Dead After Dark (Companion #6.5)(92)



“If you think I’m going to accept a blanket statement written by someone who deals with damage control for your troops, you’re crazy.”

“Sasha, I can’t—”

“Don’t you Sasha me! I just watched you battle something from another world. What was he? And what did he mean about being owed for past blood debts?”

Trey swung the Bronco onto her street, parked along the curb several car lengths from her house, and cut the engine. Tension battled for space in the sudden silence. He turned to her, expecting a woman close to hysteria.

Sasha had swung around to face him and leaned back against the door, arms crossed with a you-better-have-answers look in her eyes. Forever his tough girl.

“He’s a Hindu warrior who lived eight hundred years ago,” Trey answered. “I’m wondering why he’s here and thinking he must have come in Ekkbar’s place. As for the blood debt, I wouldn’t want to speculate.” He knew the story, but preferred to wait until he contacted Brina, who led the Belador warriors and answered to the Celtic goddess Macha. Bottom line—his Belador ancestors had murdered families of the Kujoo in an attempt to enslave the race, forcing future generations to make amends for past sins. How the hell was he going to keep Sasha safe from this demon and not draw the Beladors into a war?

“Wait, you know who Ekkbar is?” Sasha asked.

Trey leaned an elbow on the door panel and supported his forehead with his fingers. “Yeah, and you do, too. Time to start explaining, but first tell me how you dropped two trees.”

“I didn’t hit him,” she protested and shrugged sheepishly. “I was trying to send the birds down to break his focus so we could get away.” She stared off in thought. “Must have used the wrong inflection. But I had the words right. Or maybe I—”

“Sasha, what—are—you?” he repeated.

She sagged against the door. Her arms relaxed. One hand lifted to her hair, twirling a length round and round a finger. She answered in a soft voice. “I’m a . . . witch.”

He wanted to laugh it off as a joke, didn’t want to believe she’d kept that from him all this time. The embarrassed glance she sent him said she’d been serious. She’d never told him.

Who am I to quibble? He’d never told her about being a Belador. “Since when?” he asked.

“My whole life. My sister and I are tenth-generation witches. My twin brother, Tarq, is a warlock.” She dropped her hand to her lap, tapping her fingers on one another.

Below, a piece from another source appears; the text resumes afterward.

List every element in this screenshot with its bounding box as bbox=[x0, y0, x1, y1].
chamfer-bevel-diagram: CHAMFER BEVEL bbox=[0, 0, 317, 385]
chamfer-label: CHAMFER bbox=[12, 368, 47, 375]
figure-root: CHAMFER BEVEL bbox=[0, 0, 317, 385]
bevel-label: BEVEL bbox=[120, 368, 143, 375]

“What about your parents? What are they?”

“Just plain dysfunctional.” A wry grin touched her lips. “They aren’t our biological parents. Rowan tried to tell me they weren’t when I was a child, but I wouldn’t believe her. When she moved in with me, I finally understood that she was a witch . . . and I was, too. Together, we found out our adoptive parents had inherited us from some distant cousin, but the records are vague. The house was given to our adoptive parents through a legal network that’s been impossible to break through. That’s why I started researching ancestries—trying to uncover mine—but my parents covered their tracks well.”

“So you never realized you were a witch?” he said, still amazed at her admission.

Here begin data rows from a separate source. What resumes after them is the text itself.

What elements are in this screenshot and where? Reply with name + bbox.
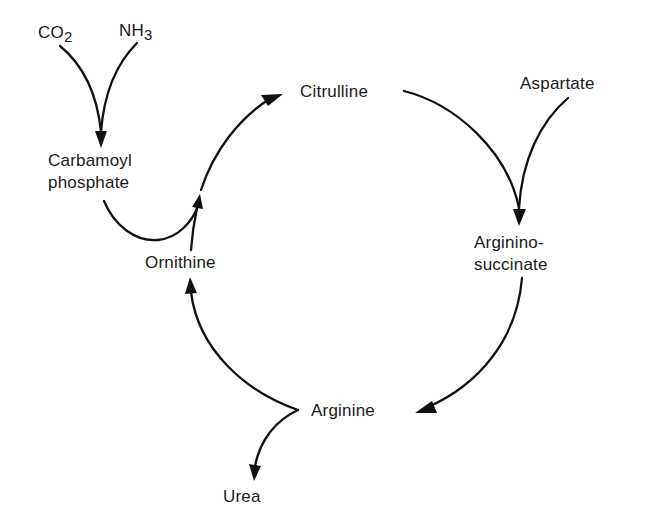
- co2-subscript: 2: [64, 28, 73, 45]
- citrulline-label: Citrulline: [300, 82, 368, 101]
- node-carbamoyl-phosphate: Carbamoyl phosphate: [48, 150, 132, 194]
- argininosuccinate-line1: Arginino-: [474, 232, 548, 254]
- aspartate-label: Aspartate: [520, 74, 595, 93]
- arrow-arginine-to-urea: [255, 410, 298, 466]
- arginine-label: Arginine: [311, 401, 375, 420]
- ornithine-label: Ornithine: [145, 253, 216, 272]
- nh3-subscript: 3: [144, 26, 153, 43]
- co2-main: CO: [38, 23, 64, 42]
- arrowhead-ornithine: [185, 277, 197, 294]
- node-aspartate: Aspartate: [520, 73, 595, 95]
- argininosuccinate-line2: succinate: [474, 254, 548, 276]
- arrow-aspartate-to-argininosuccinate: [519, 98, 568, 208]
- node-co2: CO2: [38, 22, 72, 44]
- arrowhead-carbamoyl: [95, 131, 107, 148]
- arrowhead-arginine: [415, 401, 437, 413]
- arrow-citrulline-to-argininosuccinate: [404, 91, 519, 208]
- node-argininosuccinate: Arginino- succinate: [474, 232, 548, 276]
- arrow-arginine-to-ornithine: [191, 292, 298, 410]
- node-nh3: NH3: [119, 20, 153, 42]
- arrowhead-junction: [192, 194, 203, 209]
- arrow-co2-to-carbamoyl: [60, 46, 101, 132]
- arrow-to-citrulline: [201, 100, 268, 190]
- arrow-carbamoyl-to-cycle: [104, 201, 198, 240]
- urea-label: Urea: [223, 487, 261, 506]
- arrowhead-urea: [249, 464, 261, 481]
- node-urea: Urea: [223, 486, 261, 508]
- node-arginine: Arginine: [311, 400, 375, 422]
- arrowhead-citrulline: [261, 94, 283, 106]
- node-ornithine: Ornithine: [145, 252, 216, 274]
- urea-cycle-diagram: CO2 NH3 Carbamoyl phosphate Citrulline A…: [0, 0, 645, 526]
- arrow-argininosuccinate-to-arginine: [428, 278, 522, 407]
- node-citrulline: Citrulline: [300, 81, 368, 103]
- nh3-main: NH: [119, 21, 144, 40]
- arrowhead-argininosuccinate: [513, 209, 526, 226]
- carbamoyl-line2: phosphate: [48, 172, 132, 194]
- carbamoyl-line1: Carbamoyl: [48, 150, 132, 172]
- arrow-nh3-to-carbamoyl: [101, 43, 137, 132]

“I should have since my ear drove me crazy sometimes.”

“What do you mean?”

“After Rowan convinced me about being a witch, she explained that our ear burns as a signal when an unknown witch is nearby. The stronger the sensation, the stronger the witch.”

“Why did trees come down instead of the birds?” he asked.

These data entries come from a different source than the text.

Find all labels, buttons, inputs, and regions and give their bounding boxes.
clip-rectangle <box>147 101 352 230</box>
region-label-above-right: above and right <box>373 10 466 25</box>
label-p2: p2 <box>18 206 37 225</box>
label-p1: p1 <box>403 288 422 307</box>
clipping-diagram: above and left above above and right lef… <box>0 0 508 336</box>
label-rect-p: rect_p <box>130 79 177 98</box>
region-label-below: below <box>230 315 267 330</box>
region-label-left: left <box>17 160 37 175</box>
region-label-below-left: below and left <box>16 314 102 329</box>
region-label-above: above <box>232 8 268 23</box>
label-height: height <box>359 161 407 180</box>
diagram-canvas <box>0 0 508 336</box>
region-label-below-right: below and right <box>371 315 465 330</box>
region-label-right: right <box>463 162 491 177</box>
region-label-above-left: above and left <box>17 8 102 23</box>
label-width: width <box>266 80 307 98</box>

Her lips drew up to one side in a chagrined expression and she sighed. “Rowan is better than I am, but I’m learning.”

Trey lost his smile, reality just sinking in. “So you don’t have control of your powers?” She could have dropped a building on the two of them while his mind was lost to everything except wanting her. Naked and hot.

“Don’t look at me that way. I’m not dangerous, just a half-bubble off sometimes,” she groused. “Back to the original topic. What do you know about Ekkbar?”

“Uh-uh. You were looking for him first. Why?”

Her smooth brow puckered in thought. “How did you know I was looking for him first?”

Damn. He’d screwed up. “I just know.”

“That will so not work right now.”

Might as well tell her. He’d have to at some point if they were going to catch this guy. “I had your phones tapped and heard you telling your sister you were going to find Ekkbar.”

“You what?” Sasha’s jaw dropped. She jumped out of the truck. Trey was right behind, trying to catch her. Leaves blasted away from the sidewalk, taking refuge in the gutter.

“Sasha, wait a minute.”

She rushed up the steps to her porch, shouting, “You tapped my phones? I know exactly what you are—a snoop. Go away.”

He snagged her an arm’s length from the door and wrapped her up from behind, her back to his front. She struggled, elbows digging into his side. “Stop it and let me explain.”

“There’s no explanation for spying on me, you bat dropping.”

“Bat dropping?” He started laughing. “You don’t boil lizard tongues and eyeballs in a big cauldron out back, do you?”